Ostraka: a historical perspective

Michael van Hoogenhuyze

In ancient times, if a resident of Athens wanted to eliminate a political opponent, he (women were excluded from the political arena) could scratch his opponent’s name on a shard and submit it to the city council. When one’s name had been written the most, that person could be ordered to leave the city for ten years. Often the person had gained too much power. That was thus a means of balancing the political structure of the city. Such a shard was called ostracon, hence the term ‘ostracism’.

An ostrakon bearing the name “Aristeides son of Lysimachus” (482 BC) , displayed in the Ancient Agora Museum in Athens

Shards, the remains of pots and tiles were thus given an important role in society. Remains of lost artefacts gained an important role in politics, by gaining an additional sign, the name of a political person. In historical research, shards can play an important role in various ways. They tell us about material use, design and social relationships. Invariably, historians find themselves in a situation where they realize the importance of these ceramic leftovers, often the only material to guide their analysis.

Ostraca were not only used as “anti-voting” materials. In Egypt, tile remnants were used as sketching or practice materials, as hieroglyphics required effort and space. The placement of the characters in square segments and practice for novice sculptors meant that scribes constantly used sketching material. In addition, we find shards being used in Alexandria, the city of scholars. Students who had to practice writing, including in Greek, also used shards. Paper was not yet known and papyrus was too costly to be used as draft material.

In the Middle Ages arose the custom of scratching away texts on parchment when they were no longer considered relevant. A new text was then written. Nowadays, it turns out it is possible to uncover the scratched-away layers under ultraviolet light. Thus, even these carriers turn out to contain more information than expected. These documents are known as ‘palimpsests’.

In Rome we have known for centuries the phenomenon of ‘talking statues’. This is another example of how ancient scraps acquire new meanings. Under existing statues in Rome in the seventeenth century, people wrote poems or mocking statements with which they anonymously criticized politics in Rome. Sometimes people would place texts under another statue in Rome that responded to it. Consequently the statues acquired a surprising political signature. A famous one was the ‘Pasquino Group’, dating to ca. 200–150 BCE. It is a severely damaged remnant of a statue of Menelaus supporting the body of Patroclus.

Through the disappearance of cultural environments, residues such as the shards received little attention. Except when people re-used them deliberately, for their relative indestructibility and the fact that they were accessible waste material. Thus, in a given culture, we can unexpectedly discover remains with new meanings. They are fragments and testimonies that make progress, rediscovery and preservation possible. An object becomes irreparably damaged but its remains receive a new purpose, through a text or a drawing, adding meaning to it. Scraps become an affordable and a rich medium at once.

The Cubist collages provide another relation. These works from the early 20th century appear to be collages of shards. But in that experimental art form we encounter unexpected new language elements such as musical notes or newspaper fragments. The incised shard is thus the model of one of the smallest units in our culture: a remainder, accidentally created, usually by accident, with a new message scratched into it.

Mike Rijnierse makes use of this phenomenon, carefully dissecting and polishing a neglected satellite dish into a new object. Blossoming, gliding and puffing forms, ‘Ostraka’ explores the once buzzing hall in an continuing gesture. In the work of theorist Paul Virilio, Rijnierse encountered the metaphor ‘The panopticon exploded’. According to Virilio, the Earth is now surrounded by a physical network of surveillance technology which renders the Earth trapped in a husk of space debris. They are the debris left behind by an overly careless humanity. While we conquer new space we watch the ruins we leave behind grow.

representation of satellites and space debris (Satellite eXplorer, 2023)

This phenomenon is perhaps the same one that Walter Benjamin interpreted in Paul Klee’s painting Angelus Novus.

‘A Klee painting named Angelus Novus shows an angel looking as though he is about to move away from something he is fixedly contemplating. His eyes are staring, his mouth is open, his wings are spread. This is how one pictures the angel of history. His face is turned toward the past. Where we perceive a chain of events, he sees one single catastrophe which keeps piling wreckage upon wreckage and hurls it in front of his feet.

The angel would like to stay, awaken the dead, and make whole what has been smashed. But a storm is blowing from Paradise; it has got caught in his wings with such violence that the angel can no longer close them. The storm irresistibly propels him into the future to which his back is turned, while the pile of debris before him grows skyward. This storm is what we call progress.’
Walter Benjamin, Theses on the Philosophy of History, 1940.

‘Angelus Novus’ (Paul Klee, 1920)

It is noticeable how even remnants of an old machine can convey a poetic expression,
in which technology can be more than a contraption to transmit data. Poetry, as an addition, can enrich the culture of technology into a form of play.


→ **Instructions for the task**
The answer should consist of each line from the data below that includes "Unmarried".

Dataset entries

☆ ☆ ☆ ☆ ☆ ☆ ☆

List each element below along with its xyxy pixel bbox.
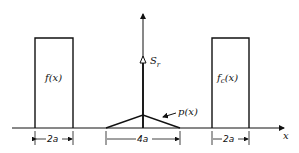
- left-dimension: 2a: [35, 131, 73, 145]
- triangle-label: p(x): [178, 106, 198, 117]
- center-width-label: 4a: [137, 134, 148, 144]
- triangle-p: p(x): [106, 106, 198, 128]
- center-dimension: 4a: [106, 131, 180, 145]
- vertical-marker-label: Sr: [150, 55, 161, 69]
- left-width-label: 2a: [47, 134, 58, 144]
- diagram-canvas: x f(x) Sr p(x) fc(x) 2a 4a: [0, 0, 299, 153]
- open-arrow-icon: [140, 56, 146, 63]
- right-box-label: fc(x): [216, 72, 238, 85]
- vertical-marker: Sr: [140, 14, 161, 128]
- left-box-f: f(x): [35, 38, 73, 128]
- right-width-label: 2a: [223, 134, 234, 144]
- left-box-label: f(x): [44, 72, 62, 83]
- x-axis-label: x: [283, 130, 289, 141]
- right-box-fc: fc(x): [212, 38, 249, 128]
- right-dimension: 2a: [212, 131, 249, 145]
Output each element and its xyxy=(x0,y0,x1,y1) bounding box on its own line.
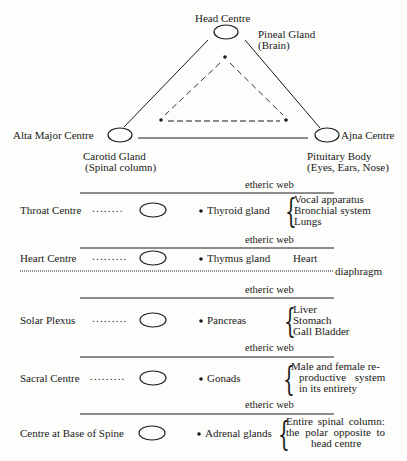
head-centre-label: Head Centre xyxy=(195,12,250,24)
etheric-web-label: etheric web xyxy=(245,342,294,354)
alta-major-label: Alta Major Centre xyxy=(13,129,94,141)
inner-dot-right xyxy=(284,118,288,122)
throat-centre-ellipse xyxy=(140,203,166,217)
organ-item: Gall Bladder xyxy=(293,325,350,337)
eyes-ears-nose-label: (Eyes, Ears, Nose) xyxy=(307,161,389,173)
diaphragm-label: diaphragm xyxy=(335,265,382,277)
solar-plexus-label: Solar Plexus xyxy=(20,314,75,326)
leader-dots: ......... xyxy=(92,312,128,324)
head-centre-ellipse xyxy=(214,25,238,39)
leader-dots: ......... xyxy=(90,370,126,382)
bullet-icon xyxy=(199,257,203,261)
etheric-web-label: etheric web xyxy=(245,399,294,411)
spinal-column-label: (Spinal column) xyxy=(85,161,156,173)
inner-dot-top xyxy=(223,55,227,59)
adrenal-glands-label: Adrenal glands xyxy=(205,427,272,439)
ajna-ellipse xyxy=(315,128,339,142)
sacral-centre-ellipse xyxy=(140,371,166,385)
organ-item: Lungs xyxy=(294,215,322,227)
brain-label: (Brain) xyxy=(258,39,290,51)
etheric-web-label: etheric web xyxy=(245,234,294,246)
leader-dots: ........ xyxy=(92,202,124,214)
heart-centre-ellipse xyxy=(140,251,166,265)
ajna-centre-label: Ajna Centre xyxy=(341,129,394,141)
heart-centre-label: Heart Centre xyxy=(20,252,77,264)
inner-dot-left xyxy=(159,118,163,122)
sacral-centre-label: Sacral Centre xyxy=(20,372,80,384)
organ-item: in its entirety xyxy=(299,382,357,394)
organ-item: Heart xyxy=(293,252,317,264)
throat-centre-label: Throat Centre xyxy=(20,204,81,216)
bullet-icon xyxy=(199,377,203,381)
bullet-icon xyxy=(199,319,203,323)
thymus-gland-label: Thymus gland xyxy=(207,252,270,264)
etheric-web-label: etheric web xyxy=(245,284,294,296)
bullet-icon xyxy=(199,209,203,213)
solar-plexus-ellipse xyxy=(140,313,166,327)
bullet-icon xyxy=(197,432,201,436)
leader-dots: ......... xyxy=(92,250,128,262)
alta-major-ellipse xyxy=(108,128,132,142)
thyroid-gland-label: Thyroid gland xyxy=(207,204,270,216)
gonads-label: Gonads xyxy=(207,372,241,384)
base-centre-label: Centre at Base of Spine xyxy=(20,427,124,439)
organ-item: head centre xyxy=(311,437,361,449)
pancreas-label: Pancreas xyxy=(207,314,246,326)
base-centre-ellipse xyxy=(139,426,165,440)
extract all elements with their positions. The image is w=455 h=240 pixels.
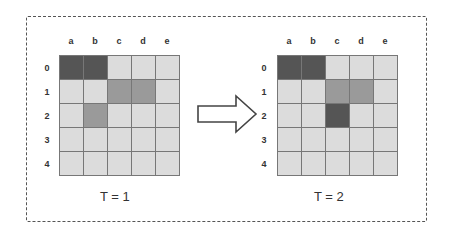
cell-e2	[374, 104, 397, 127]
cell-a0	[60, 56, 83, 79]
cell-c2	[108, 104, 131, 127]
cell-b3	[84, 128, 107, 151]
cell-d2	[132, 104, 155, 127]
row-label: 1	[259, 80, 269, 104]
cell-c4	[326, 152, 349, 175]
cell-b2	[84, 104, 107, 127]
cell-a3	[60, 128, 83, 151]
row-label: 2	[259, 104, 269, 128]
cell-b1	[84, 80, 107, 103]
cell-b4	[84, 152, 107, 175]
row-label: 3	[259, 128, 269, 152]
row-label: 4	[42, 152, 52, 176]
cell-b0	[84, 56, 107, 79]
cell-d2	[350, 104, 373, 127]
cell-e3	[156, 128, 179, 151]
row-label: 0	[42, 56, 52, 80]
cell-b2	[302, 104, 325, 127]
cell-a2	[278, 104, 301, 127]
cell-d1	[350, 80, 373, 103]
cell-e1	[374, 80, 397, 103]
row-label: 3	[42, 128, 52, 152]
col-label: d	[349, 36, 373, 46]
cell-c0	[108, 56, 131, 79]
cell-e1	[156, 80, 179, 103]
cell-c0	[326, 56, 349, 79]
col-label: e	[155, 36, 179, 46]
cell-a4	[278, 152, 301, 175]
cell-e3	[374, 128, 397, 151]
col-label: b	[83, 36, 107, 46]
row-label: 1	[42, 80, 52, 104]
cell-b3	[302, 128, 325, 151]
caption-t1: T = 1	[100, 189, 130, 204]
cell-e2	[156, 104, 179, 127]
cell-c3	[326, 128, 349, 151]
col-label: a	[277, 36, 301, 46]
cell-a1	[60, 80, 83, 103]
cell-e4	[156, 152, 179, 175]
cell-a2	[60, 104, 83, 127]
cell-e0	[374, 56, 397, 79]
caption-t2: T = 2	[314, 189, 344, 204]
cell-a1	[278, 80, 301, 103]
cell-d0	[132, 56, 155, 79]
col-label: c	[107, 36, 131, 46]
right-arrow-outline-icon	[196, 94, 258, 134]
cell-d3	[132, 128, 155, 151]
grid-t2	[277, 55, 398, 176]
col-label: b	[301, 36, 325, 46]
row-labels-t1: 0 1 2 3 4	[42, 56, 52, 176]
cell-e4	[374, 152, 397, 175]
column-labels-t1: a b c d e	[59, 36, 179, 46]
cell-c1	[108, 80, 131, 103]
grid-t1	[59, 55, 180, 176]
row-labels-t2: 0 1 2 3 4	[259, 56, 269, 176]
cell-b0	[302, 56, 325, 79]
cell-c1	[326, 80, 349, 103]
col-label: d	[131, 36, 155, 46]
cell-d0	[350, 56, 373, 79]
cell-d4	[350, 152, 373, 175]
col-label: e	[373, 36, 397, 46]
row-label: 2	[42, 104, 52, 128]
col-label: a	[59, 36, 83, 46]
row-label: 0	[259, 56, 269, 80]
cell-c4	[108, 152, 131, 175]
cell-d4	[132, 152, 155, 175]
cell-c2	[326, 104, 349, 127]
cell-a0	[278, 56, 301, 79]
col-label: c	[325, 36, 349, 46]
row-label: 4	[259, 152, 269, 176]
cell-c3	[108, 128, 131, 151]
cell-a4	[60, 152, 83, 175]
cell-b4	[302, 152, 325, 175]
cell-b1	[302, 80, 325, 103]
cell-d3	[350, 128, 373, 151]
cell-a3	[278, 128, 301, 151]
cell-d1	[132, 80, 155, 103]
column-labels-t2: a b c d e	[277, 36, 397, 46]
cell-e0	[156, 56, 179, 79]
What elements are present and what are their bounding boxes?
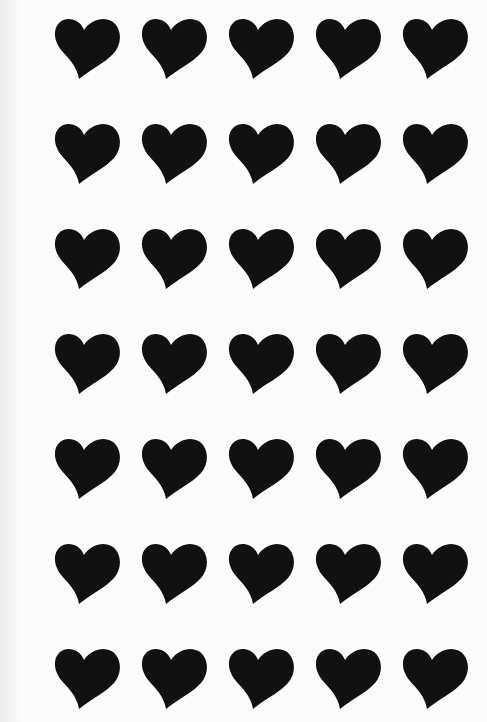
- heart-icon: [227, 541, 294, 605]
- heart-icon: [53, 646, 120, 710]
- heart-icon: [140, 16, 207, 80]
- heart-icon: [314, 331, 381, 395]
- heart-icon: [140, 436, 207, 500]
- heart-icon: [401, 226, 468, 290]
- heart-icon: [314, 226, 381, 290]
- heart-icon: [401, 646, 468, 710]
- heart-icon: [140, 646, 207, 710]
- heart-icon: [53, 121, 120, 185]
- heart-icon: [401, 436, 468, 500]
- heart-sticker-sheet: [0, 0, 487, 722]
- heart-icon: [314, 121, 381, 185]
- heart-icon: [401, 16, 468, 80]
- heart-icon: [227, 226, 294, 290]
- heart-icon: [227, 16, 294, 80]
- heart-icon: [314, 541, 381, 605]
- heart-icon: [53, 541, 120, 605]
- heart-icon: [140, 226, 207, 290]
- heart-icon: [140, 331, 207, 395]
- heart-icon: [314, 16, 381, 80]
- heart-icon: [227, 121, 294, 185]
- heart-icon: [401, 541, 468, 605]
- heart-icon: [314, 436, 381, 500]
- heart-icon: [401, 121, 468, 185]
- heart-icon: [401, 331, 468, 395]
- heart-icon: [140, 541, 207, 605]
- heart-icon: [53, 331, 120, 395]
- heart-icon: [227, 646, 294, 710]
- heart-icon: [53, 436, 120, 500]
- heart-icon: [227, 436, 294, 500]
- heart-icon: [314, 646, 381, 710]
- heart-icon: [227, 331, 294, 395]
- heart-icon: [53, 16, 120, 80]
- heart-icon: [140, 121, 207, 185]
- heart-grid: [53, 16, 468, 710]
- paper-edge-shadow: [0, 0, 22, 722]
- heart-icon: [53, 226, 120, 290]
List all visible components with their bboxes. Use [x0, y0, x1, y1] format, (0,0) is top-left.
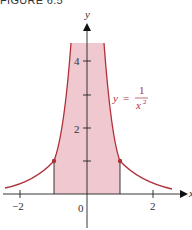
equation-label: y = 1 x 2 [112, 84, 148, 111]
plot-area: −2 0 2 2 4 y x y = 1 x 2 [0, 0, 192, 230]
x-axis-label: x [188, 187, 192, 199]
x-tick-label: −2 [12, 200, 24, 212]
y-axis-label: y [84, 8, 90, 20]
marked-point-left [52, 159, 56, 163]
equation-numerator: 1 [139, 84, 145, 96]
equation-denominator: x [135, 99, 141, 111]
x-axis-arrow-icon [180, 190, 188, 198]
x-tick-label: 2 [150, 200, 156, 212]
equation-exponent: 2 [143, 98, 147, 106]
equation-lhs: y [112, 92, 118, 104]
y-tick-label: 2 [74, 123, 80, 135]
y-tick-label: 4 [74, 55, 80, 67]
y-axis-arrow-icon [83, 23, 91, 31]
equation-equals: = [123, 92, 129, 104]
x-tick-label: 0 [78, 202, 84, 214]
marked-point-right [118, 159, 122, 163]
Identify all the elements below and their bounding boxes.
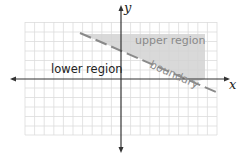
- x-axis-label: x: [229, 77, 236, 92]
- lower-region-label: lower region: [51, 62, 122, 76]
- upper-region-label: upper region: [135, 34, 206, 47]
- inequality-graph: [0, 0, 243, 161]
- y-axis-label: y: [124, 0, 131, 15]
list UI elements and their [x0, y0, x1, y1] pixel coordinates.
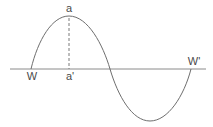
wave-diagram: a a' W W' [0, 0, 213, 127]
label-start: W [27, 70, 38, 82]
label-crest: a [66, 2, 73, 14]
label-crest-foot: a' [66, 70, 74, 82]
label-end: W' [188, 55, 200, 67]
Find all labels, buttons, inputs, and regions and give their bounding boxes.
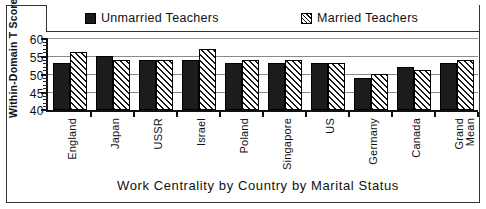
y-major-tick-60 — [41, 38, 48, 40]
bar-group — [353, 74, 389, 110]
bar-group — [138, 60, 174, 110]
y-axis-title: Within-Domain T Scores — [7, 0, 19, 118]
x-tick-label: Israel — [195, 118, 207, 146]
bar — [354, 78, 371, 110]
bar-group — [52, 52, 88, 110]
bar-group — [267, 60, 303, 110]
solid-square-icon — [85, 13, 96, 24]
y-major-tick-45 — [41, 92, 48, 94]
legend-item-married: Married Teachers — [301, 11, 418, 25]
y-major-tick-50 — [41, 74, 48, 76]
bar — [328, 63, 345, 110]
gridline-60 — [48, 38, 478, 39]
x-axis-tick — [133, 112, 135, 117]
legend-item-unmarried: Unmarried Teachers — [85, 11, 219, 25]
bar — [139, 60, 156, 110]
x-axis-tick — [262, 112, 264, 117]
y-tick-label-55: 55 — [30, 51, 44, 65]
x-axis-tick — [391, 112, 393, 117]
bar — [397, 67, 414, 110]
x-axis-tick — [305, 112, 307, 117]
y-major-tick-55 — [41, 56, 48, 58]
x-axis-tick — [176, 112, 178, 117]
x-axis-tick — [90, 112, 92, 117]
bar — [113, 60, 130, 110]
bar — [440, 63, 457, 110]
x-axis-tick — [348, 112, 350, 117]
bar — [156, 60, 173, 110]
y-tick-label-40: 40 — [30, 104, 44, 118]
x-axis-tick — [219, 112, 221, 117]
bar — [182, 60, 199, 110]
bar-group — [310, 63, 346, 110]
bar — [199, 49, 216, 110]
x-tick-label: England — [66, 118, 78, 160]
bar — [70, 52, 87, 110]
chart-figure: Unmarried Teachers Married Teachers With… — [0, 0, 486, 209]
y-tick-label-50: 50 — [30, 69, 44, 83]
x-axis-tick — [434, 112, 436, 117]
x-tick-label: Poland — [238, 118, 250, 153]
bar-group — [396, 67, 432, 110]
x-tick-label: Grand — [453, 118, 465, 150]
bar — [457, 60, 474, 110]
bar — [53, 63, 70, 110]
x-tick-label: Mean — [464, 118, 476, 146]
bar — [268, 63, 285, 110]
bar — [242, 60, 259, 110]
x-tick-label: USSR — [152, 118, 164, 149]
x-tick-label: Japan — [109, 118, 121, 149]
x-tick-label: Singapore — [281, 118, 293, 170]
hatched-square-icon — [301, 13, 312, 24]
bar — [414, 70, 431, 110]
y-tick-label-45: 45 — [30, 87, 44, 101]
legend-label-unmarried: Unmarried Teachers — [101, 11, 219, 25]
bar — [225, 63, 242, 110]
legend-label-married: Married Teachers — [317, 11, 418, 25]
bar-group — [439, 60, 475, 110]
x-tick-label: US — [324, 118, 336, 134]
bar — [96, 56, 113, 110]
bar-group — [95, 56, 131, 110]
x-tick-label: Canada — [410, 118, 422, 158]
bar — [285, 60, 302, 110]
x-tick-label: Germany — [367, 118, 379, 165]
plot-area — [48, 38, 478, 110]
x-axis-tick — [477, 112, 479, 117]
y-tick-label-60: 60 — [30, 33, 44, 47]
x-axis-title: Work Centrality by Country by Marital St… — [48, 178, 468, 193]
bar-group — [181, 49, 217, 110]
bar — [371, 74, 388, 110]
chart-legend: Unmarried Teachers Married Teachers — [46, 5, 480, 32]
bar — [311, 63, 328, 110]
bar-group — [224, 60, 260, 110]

☆ ☆ ☆ ☆ ☆ ☆ ☆

→ **Response area**
legend-item-unmarried: Unmarried Teachers — [85, 11, 219, 25]
chart-figure: Unmarried Teachers Married Teachers With… — [0, 0, 486, 209]
legend-label-unmarried: Unmarried Teachers — [101, 11, 219, 25]
chart-legend: Unmarried Teachers Married Teachers — [46, 5, 480, 32]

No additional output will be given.